Work order:
Repetition must be exact and must stop with the line bearing "pyautogui.click(x=<x>, y=<y>)". It begins at the first line of the records and includes no pictures.

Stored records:
───
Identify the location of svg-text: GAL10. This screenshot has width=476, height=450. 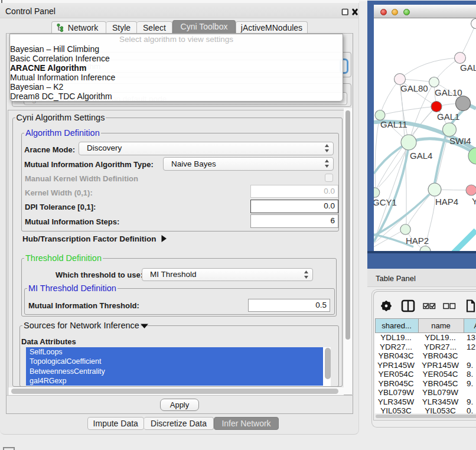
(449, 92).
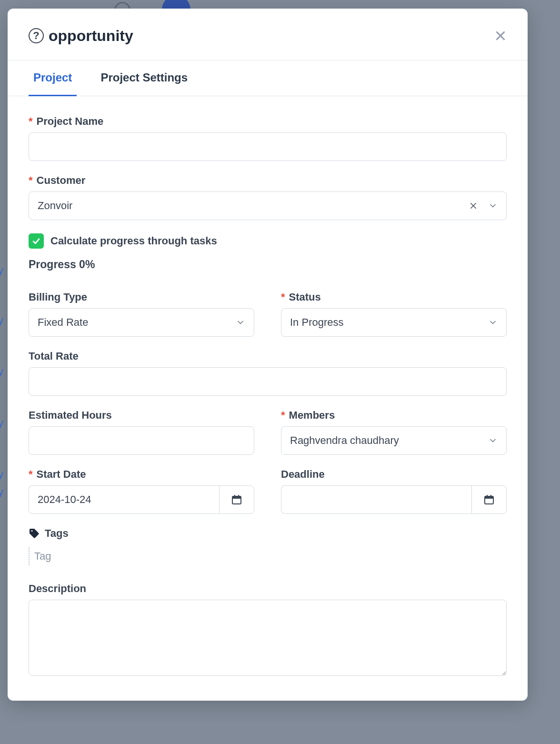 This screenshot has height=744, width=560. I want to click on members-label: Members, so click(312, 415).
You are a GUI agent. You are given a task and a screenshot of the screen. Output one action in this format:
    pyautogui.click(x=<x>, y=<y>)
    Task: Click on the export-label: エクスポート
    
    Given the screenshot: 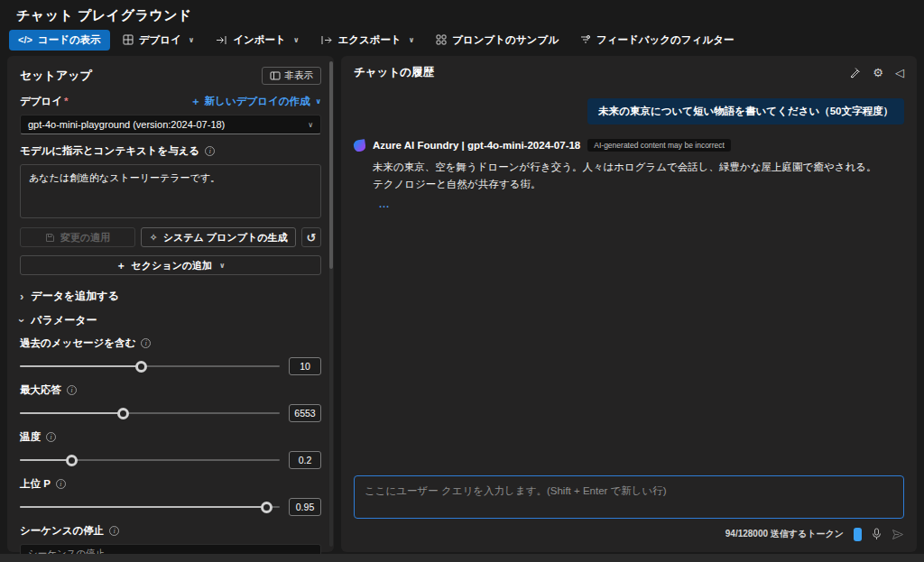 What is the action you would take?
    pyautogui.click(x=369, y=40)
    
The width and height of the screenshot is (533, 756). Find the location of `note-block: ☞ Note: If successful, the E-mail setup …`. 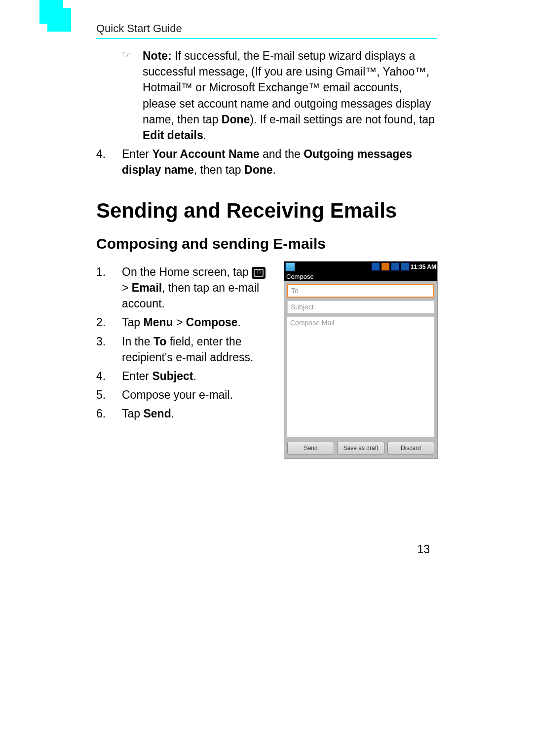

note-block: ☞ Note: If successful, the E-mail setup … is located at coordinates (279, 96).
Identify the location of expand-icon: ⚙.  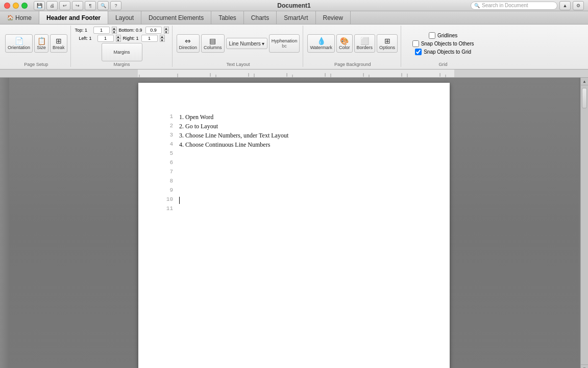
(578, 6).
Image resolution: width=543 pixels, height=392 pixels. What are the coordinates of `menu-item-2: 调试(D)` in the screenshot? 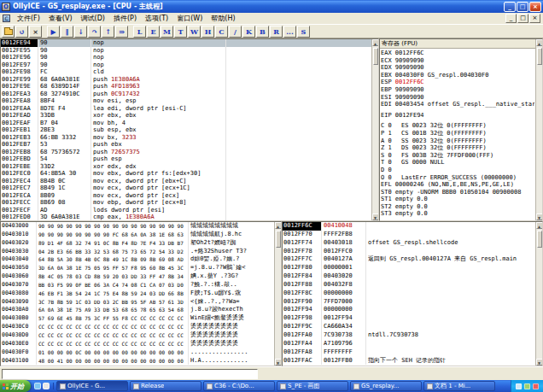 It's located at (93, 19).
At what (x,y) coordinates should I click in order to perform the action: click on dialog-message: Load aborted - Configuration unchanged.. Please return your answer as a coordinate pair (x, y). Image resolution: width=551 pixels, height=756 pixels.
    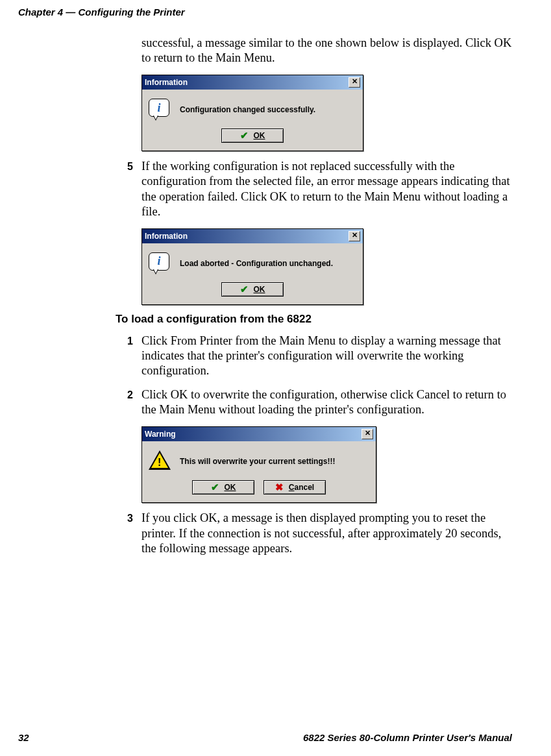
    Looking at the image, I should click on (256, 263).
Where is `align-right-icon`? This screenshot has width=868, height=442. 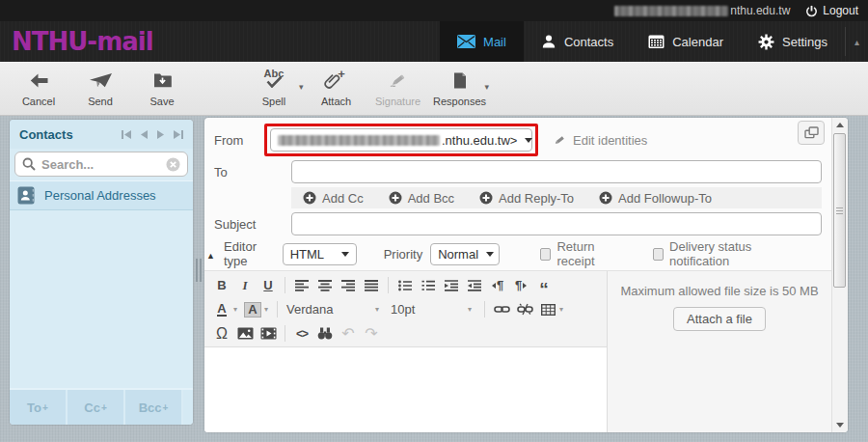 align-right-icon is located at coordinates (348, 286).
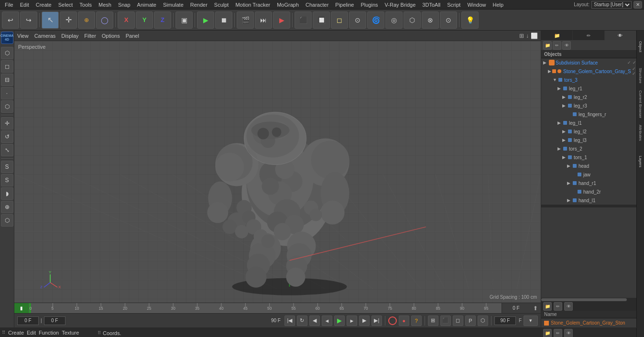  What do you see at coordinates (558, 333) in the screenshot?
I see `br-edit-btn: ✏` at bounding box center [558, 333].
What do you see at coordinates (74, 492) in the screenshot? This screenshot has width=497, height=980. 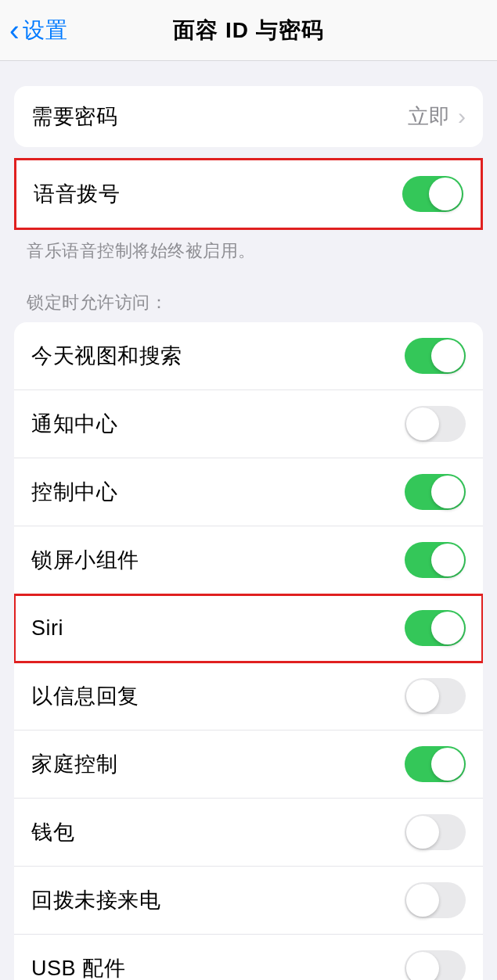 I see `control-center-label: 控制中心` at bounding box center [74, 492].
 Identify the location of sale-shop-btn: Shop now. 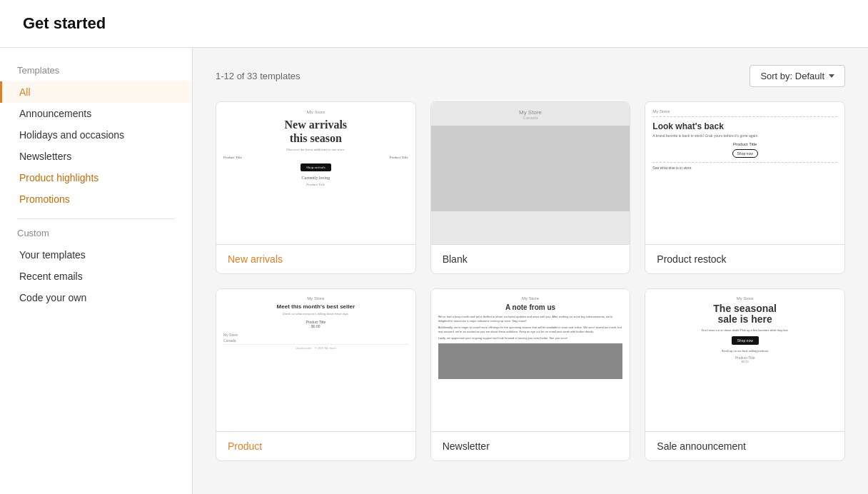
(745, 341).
───
Answer for the task:
Identify the location of svg-text: GAL10. This screenshot has width=476, height=450. 
(449, 92).
 This screenshot has height=744, width=560. I want to click on members-label: Members, so click(312, 415).
You are a GUI agent. You are given a task and a screenshot of the screen. Output one action in this format:
    pyautogui.click(x=<x>, y=<y>)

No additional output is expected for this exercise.